Platforms: Efficient Coordinators, Extractive Middlemen

Today’s platforms serve two essential functions: they aggregate supply and demand, and they establish trusted exchange mechanisms. But they operate with fundamentally misaligned incentives. Platforms don’t work for users; they work for shareholders, with a fiduciary duty to maximize extraction.

This results in market failures where platforms invariably exploit their position as intermediaries through high fees, manipulated search results, and proprietary ecosystems designed to lock in participants. The platform model is inherently extractive by design.

The AI-Crypto Revolution in Commerce

The convergence of two powerful technologies is about to disrupt this status quo: AI agents and crypto protocols.
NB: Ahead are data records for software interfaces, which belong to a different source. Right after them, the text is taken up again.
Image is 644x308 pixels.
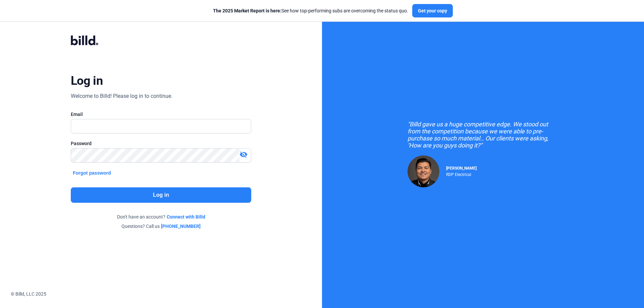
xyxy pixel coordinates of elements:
div: See how top-performing subs are overcoming the status quo. [213,7,408,14]
div: Email [71,111,251,118]
mat-icon: visibility_off [239,151,247,158]
div: "Billd gave us a huge competitive edge. We stood out from the competition because we were able to... [408,120,559,149]
button: Forgot password [71,169,113,177]
button: Get your copy [412,4,453,18]
div: Welcome to Billd! Please log in to continue. [71,92,173,100]
img: Raul Pacheco [408,156,439,187]
span: [PERSON_NAME] [446,166,477,170]
div: Questions? Call us [71,223,251,230]
a: Connect with Billd [167,213,205,220]
button: Log in [71,187,251,202]
span: The 2025 Market Report is here: [213,8,281,14]
div: Password [71,140,251,147]
a: [PHONE_NUMBER] [161,223,201,230]
div: Don't have an account? [71,213,251,220]
div: RDP Electrical [446,170,477,177]
div: Log in [71,74,103,88]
AI agents can perform many platform functions — especially supply and demand aggregation — at a fraction of the cost. Unlike platforms, these agents work directly for users, fundamentally realigning incentives. Meanwhile, crypto protocols solve the fair — exchange problem through low-cost, trust-minimized transactions where users only need to trust audited, immutable code rather than corporate intermediaries.

The combination creates what I call «decentralized commerce agents» — AI that can efficiently discover price differences across marketplaces while using crypto protocols to facilitate secure, low-cost exchange. This dramatically reduces the total cost of arbitrage, suddenly making previously non-viable price differences economically feasible to exploit.

The Path to Perfect Markets

Here’s where it gets interesting: by enabling these agents to retain profits from successful arbitrage operations, they can strategically redistribute gains to incentivize adoption of decentralized commerce protocols. Each successful arbitrage can offer discounts to buyers, bonuses to sellers, and fund continued development of the agent ecosystem.

This creates a powerful feedback loop: more users generate more transactions, which create more arbitrage opportunities, yielding more profits, which attract more users. Each cycle consolidates liquidity on decentralized protocols while reducing the viability of isolated, extractive platforms.

The result is a steady progression toward that theoretical ideal of a perfect market — a single, liquid marketplace for all assets with minimal transaction costs, maximum price transparency, and efficient pricing.

Why This Matters

For consumers, this means lower prices, better selection, and truly competitive markets free from platform manipulation. For businesses, it means direct access to customers without paying exorbitant platform taxes. For society, it means markets that more efficiently allocate resources based on actual supply and demand rather than platform algorithmic manipulation.

The technical pieces are falling into place. AI capabilities are advancing rapidly, while crypto protocols for decentralized commerce continue to mature. What’s missing is the recognition of how powerful these technologies become when combined specifically to disrupt platform economics.

Decentralized commerce agents represent not merely an incremental improvement but a fundamental realignment of economic coordination. For the first time, we have the tools to make perfect markets more than just a theoretical construct in economics textbooks. The question is whether we’ll seize this opportunity to build a more efficient, accessible, and equitable commercial landscape for everyone.